- [Aim of the task]: All of the data that follows is to be printed exactly, without pictures.

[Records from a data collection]
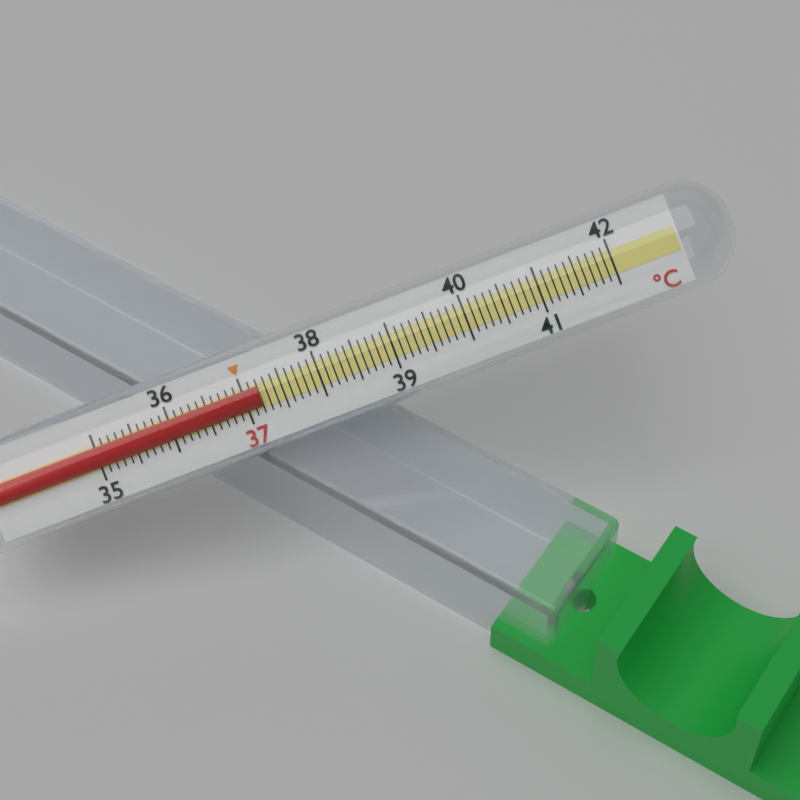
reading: 37.2 °C
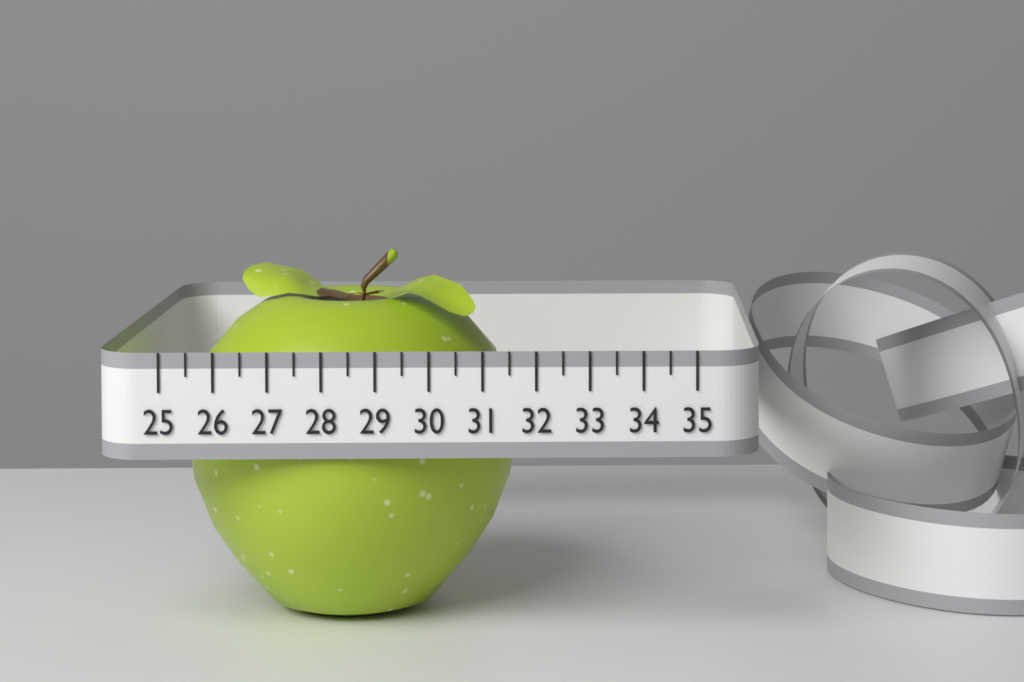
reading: 31.5 (no unit)
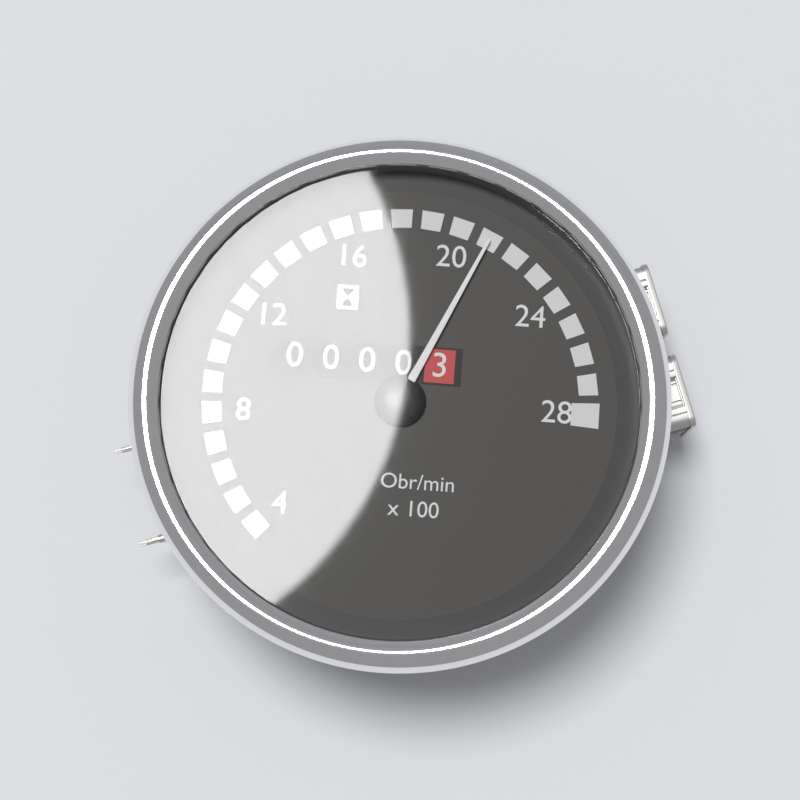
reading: 21 Obr/min x100
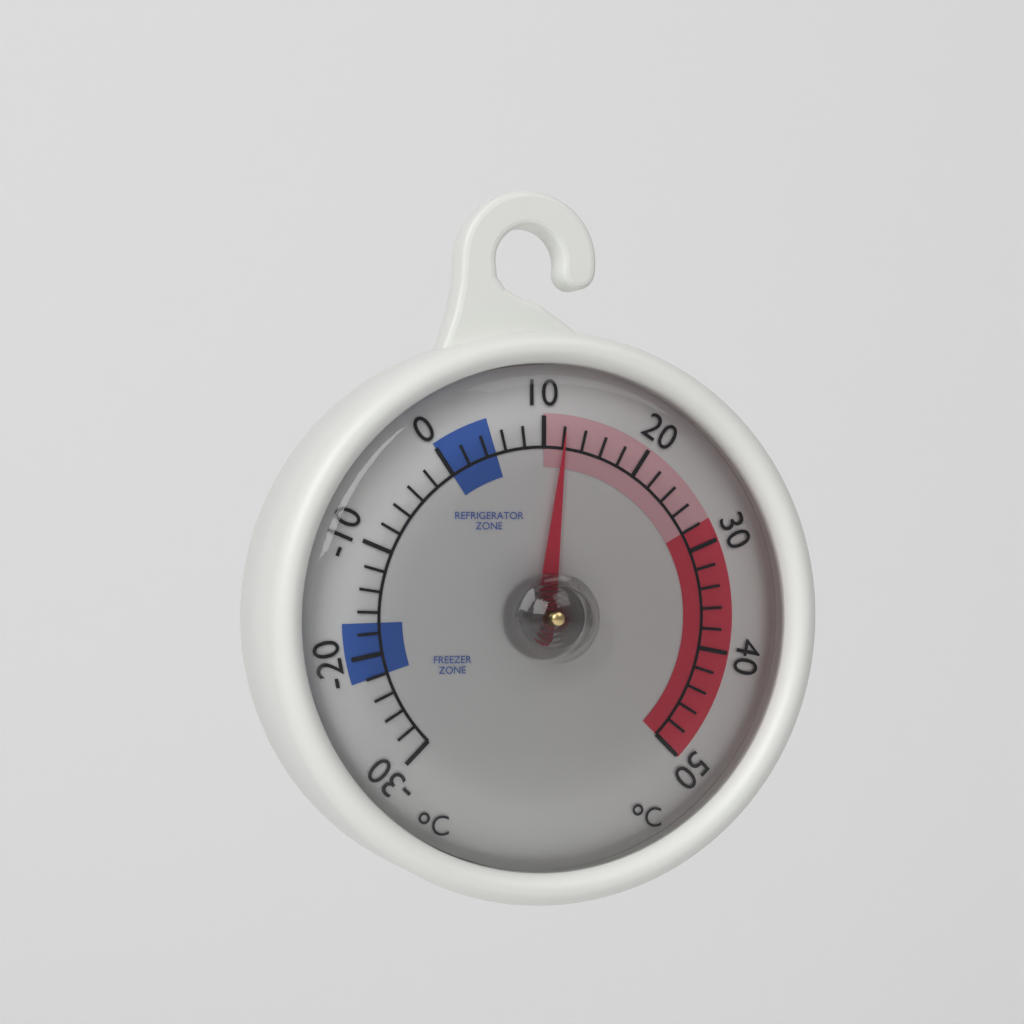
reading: 12 °C
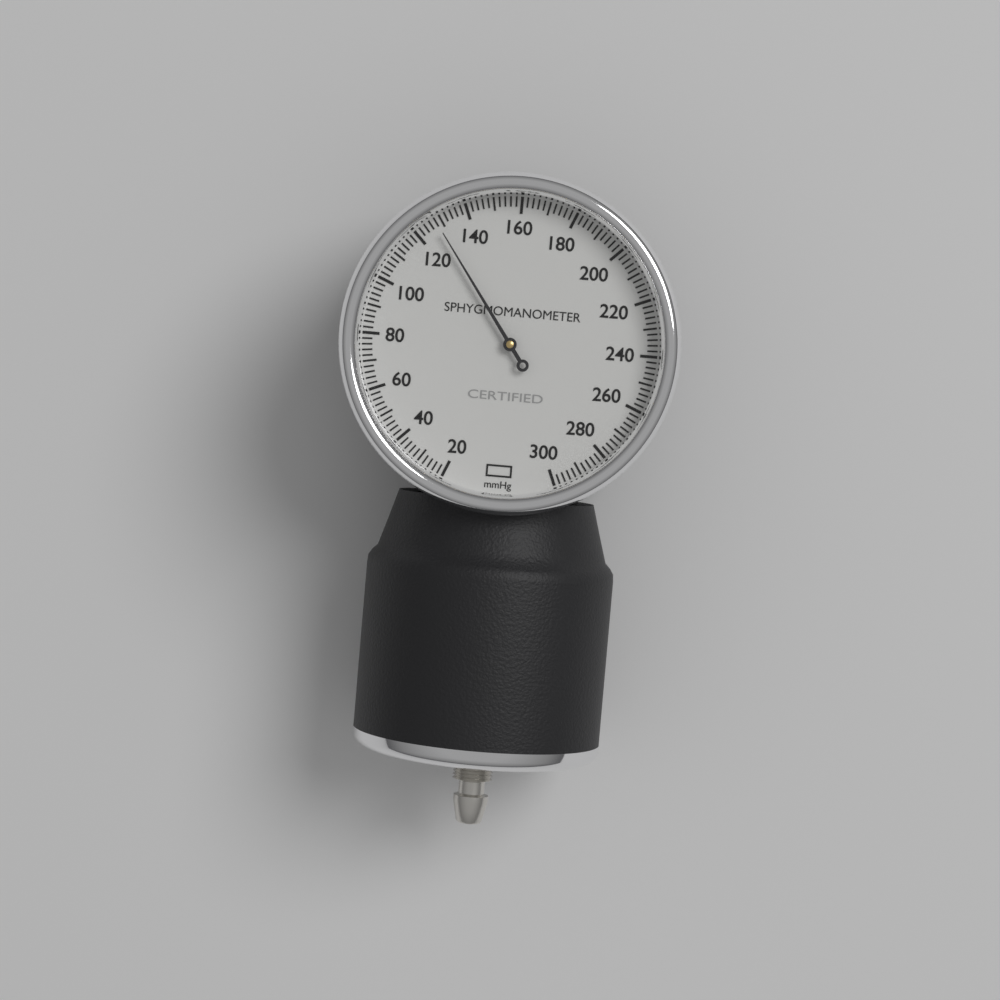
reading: 128 mmHg
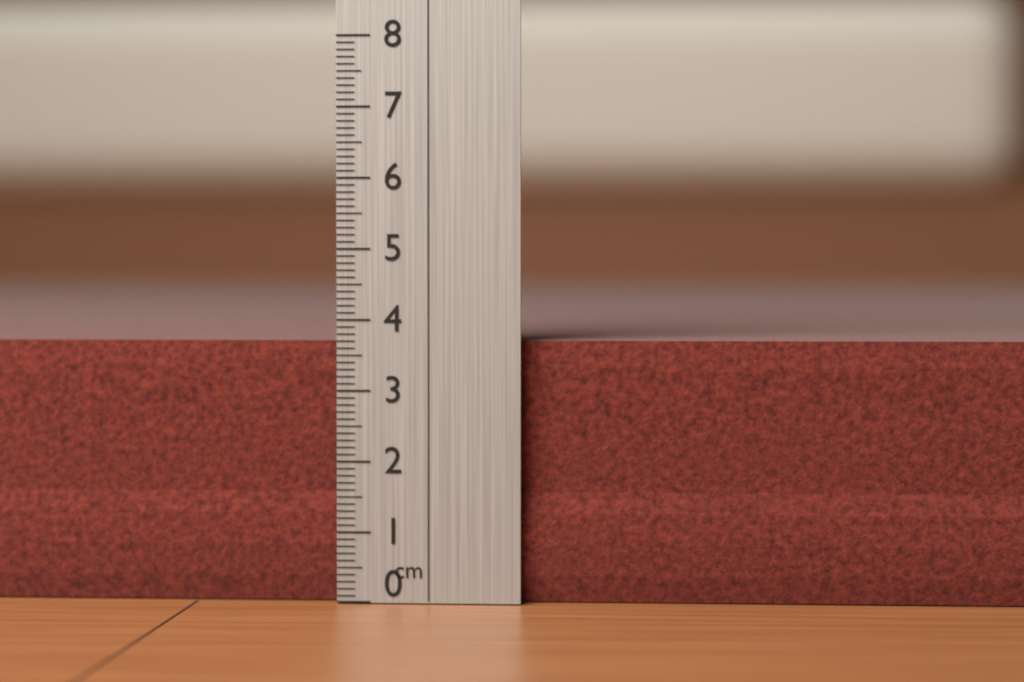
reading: 3.7 cm
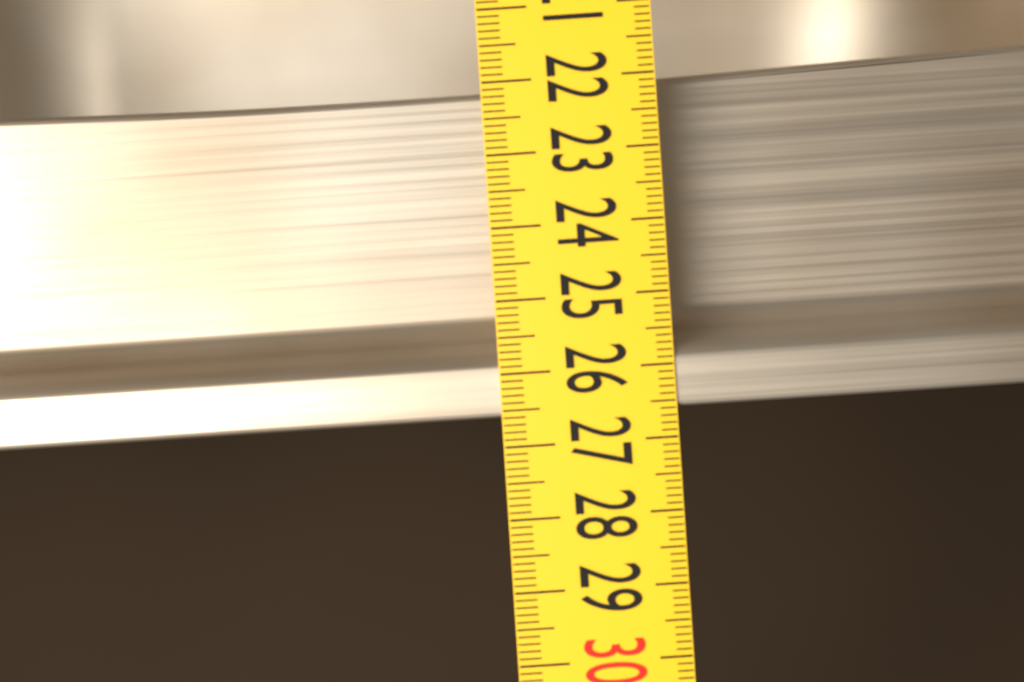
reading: 26.6 (no unit)
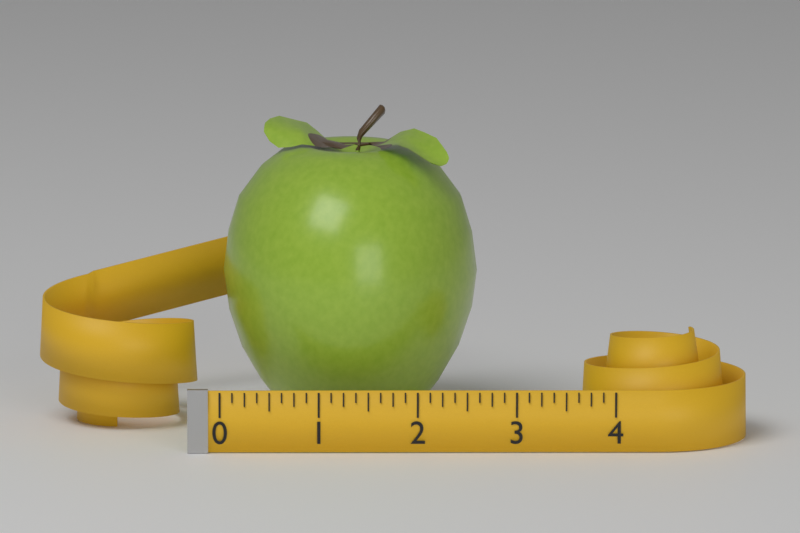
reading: 2.625 (no unit)
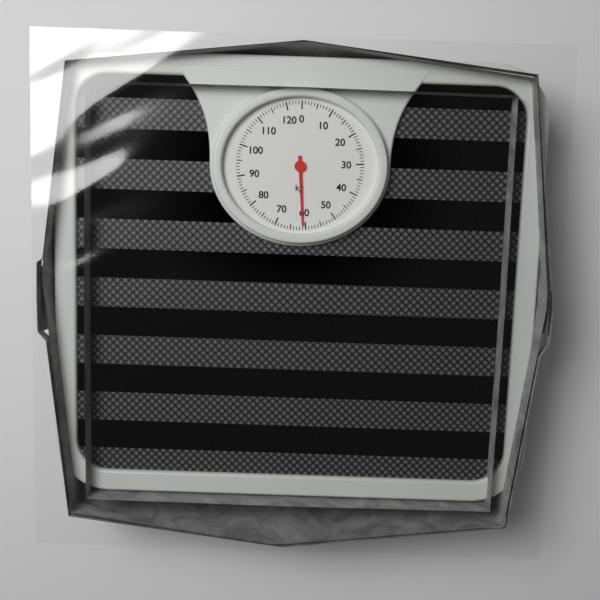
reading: 61 kg
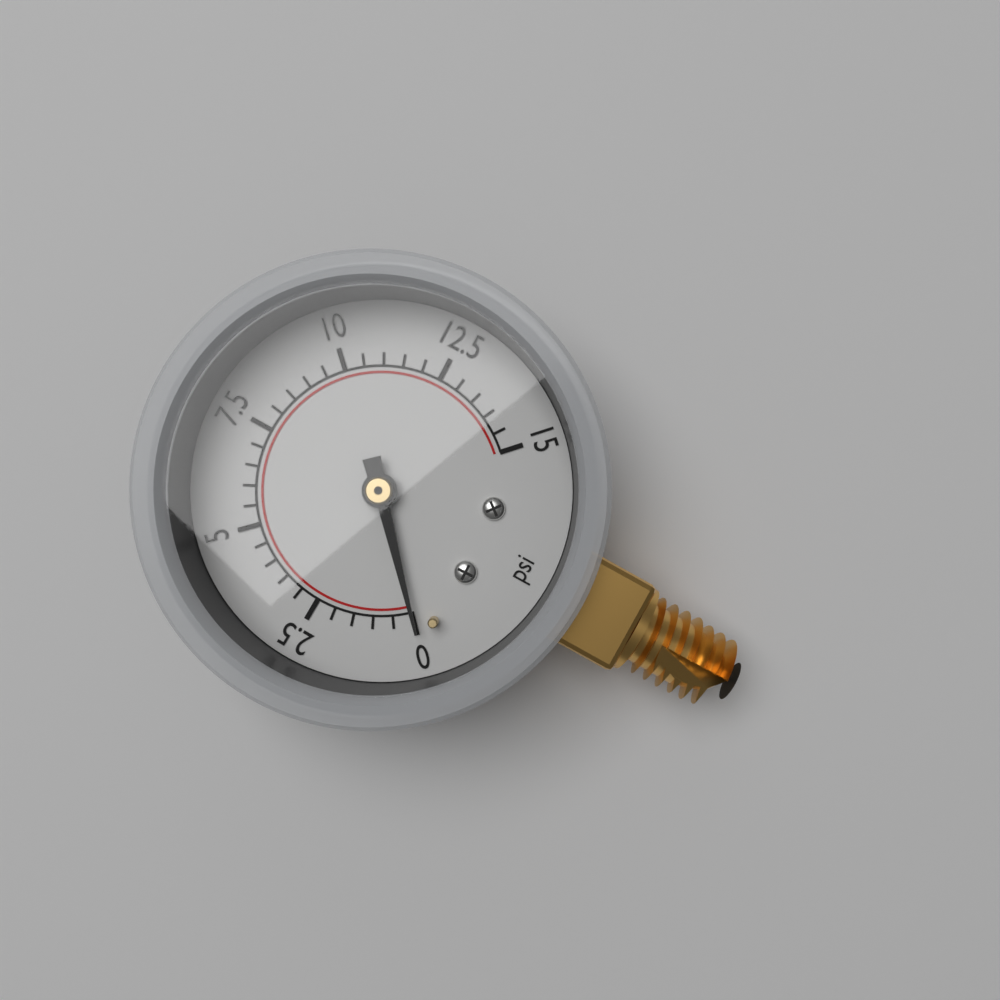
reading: 0.0 psi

- [Final answer]:
reading: 37.2 °C
reading: 31.5 (no unit)
reading: 21 Obr/min x100
reading: 12 °C
reading: 128 mmHg
reading: 3.7 cm
reading: 26.6 (no unit)
reading: 2.625 (no unit)
reading: 61 kg
reading: 0.0 psi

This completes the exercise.